I have desperately looked for information on how to take the zencoder progress JSON response, convert the "progress" variable from the response into a javascript variable and use it to populate the number in a css width value.
More information on the Zencoder JSON response can be found here: https://app.zencoder.com/docs/api/jobs/progress
The typical output is as follows:
{
"state": "processing",
"progress": 32.34567345,
"input": {
"id": 1234,
"state": "finished"
},
"outputs": [
{
"id": 4567,
"state": "processing",
"current_event": "Transcoding",
"current_event_progress": 25.0323,
"progress": 35.23532
},
{
"id": 4568,
"state": "processing",
"current_event": "Uploading",
"current_event_progress": 82.32,
"progress": 95.3223
}
]
}
I want to get the updated "progress" value every half a second or so and use it to populate the width value in Twitter Boostraps progress bar:
<div class="progress progress-striped active">
<div class="bar" style="width: 40%;"></div>
</div>
Any help would be enormously appreciated!
First you need a function to actually do the polling. When a response is received, you'll update the progress bar and do whatever else you'd like. Here I have that split out into a separate, unoriginally named function, parseResponse()
, which then calls poll()
again until the job is done.
var jobId = 12345;
function poll() {
setTimeout(function() {
$.ajax({
url: 'https://app.zencoder.com/api/v2/jobs/' + jobId + '/progress',
type: 'GET',
headers: { "Zencoder-Api-Key": 'ZENCODER READ ONLY API KEY' },
//dataType: 'json',
success: function(data) {
parseResponse(data);
},
error: function(data) {
console.log(data)
}
});
}, 3000);
}
When we get the progress back from Zencoder, we only want to update the progress bar when the job is in certain states.

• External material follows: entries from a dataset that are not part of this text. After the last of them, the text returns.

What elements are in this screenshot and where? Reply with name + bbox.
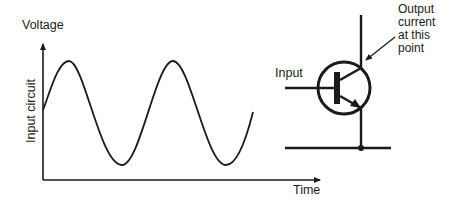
collector-lead xyxy=(340,68,361,80)
y-axis-title: Voltage xyxy=(22,19,64,32)
input-label: Input xyxy=(275,67,303,80)
output-pointer-arrow xyxy=(366,37,395,60)
base-bar xyxy=(334,72,340,104)
output-current-label: Output current at this point xyxy=(398,3,435,55)
junction-dot xyxy=(358,145,364,151)
x-axis-title: Time xyxy=(293,184,320,197)
output-label-line: point xyxy=(398,42,435,55)
y-axis-rotated-label: Input circuit xyxy=(25,79,38,143)
diagram-canvas xyxy=(0,0,459,212)
npn-transistor-icon xyxy=(285,15,391,151)
sine-waveform xyxy=(43,61,253,165)
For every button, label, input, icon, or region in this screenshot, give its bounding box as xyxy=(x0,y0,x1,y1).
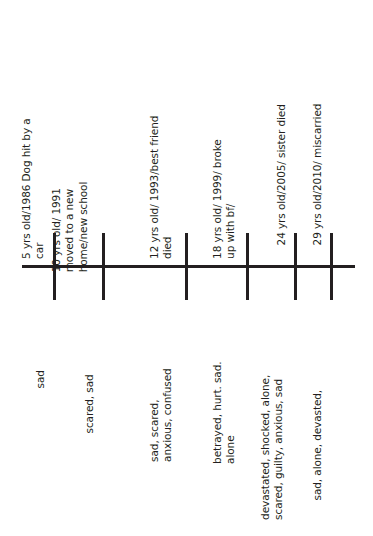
timeline-tick-3 xyxy=(185,233,188,300)
emotion-label-6: sad, alone, devasted, xyxy=(311,390,324,501)
timeline-tick-4 xyxy=(246,233,249,300)
emotion-label-4: betrayed, hurt. sad. alone xyxy=(211,362,238,464)
emotion-label-6-line-1: sad, alone, devasted, xyxy=(311,390,324,501)
emotion-label-2: scared, sad xyxy=(83,374,96,433)
event-label-5-line-1: 24 yrs old/2005/ sister died xyxy=(275,104,288,245)
timeline-tick-5 xyxy=(294,233,297,300)
emotion-label-3-line-1: sad, scared, xyxy=(148,368,161,462)
event-label-6-line-1: 29 yrs old/2010/ miscarried xyxy=(311,104,324,246)
event-label-3-line-1: 12 yrs old/ 1993/best friend xyxy=(148,116,161,259)
event-label-4: 18 yrs old/ 1999/ broke up with bf/ xyxy=(211,139,238,259)
event-label-2: 10 yrs old/ 1991 moved to a new home/new… xyxy=(50,182,90,273)
emotion-label-1: sad xyxy=(34,370,47,388)
event-label-6: 29 yrs old/2010/ miscarried xyxy=(311,104,324,246)
event-label-2-line-3: home/new school xyxy=(77,182,90,273)
timeline-figure: 5 yrs old/1986 Dog hit by a car 10 yrs o… xyxy=(0,0,373,536)
event-label-4-line-2: up with bf/ xyxy=(225,139,238,259)
emotion-label-4-line-2: alone xyxy=(225,362,238,464)
event-label-5: 24 yrs old/2005/ sister died xyxy=(275,104,288,245)
emotion-label-5: devastated, shocked, alone, scared, guil… xyxy=(259,375,286,520)
event-label-2-line-1: 10 yrs old/ 1991 xyxy=(50,182,63,273)
event-label-3-line-2: died xyxy=(162,116,175,259)
emotion-label-3: sad, scared, anxious, confused xyxy=(148,368,175,462)
emotion-label-1-line-1: sad xyxy=(34,370,47,388)
event-label-1-line-1: 5 yrs old/1986 Dog hit by a xyxy=(20,118,33,258)
emotion-label-4-line-1: betrayed, hurt. sad. xyxy=(211,362,224,464)
timeline-tick-6 xyxy=(330,233,333,300)
timeline-tick-2 xyxy=(102,233,105,300)
event-label-4-line-1: 18 yrs old/ 1999/ broke xyxy=(211,139,224,259)
emotion-label-3-line-2: anxious, confused xyxy=(162,368,175,462)
emotion-label-5-line-2: scared, guilty, anxious, sad xyxy=(273,375,286,520)
event-label-1-line-2: car xyxy=(34,118,47,258)
event-label-1: 5 yrs old/1986 Dog hit by a car xyxy=(20,118,47,258)
event-label-2-line-2: moved to a new xyxy=(63,182,76,273)
emotion-label-5-line-1: devastated, shocked, alone, xyxy=(259,375,272,520)
event-label-3: 12 yrs old/ 1993/best friend died xyxy=(148,116,175,259)
emotion-label-2-line-1: scared, sad xyxy=(83,374,96,433)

Here we just log out the state unless it's processing or finished, in which case we do indeed change the width of the progress bar.
function parseResponse(data) {
switch(data.state) {
case 'pending':
console.log('Pending');
poll();
break;
case 'waiting':
console.log('Waiting');
poll();
break;
case 'processing':
console.log('processing');
$('.progress .bar').css('width', Math.round(data.progress) + '%');
poll();
break;
case 'finished':
console.log('Finished');
$('.progress').removeClass('active');
$('.progress .bar').css('width', '100%');
break;
case 'failed':
console.log('Failed');
break;
case 'cancelled':
console.log('Cancelled');
break;
default:
console.log("Wat?");
}
}
Once you have this set up, you can kick off the process by calling poll()
.
This assumes you're using jQuery and only have one progress bar on the page, but that should give you an idea of how to get started.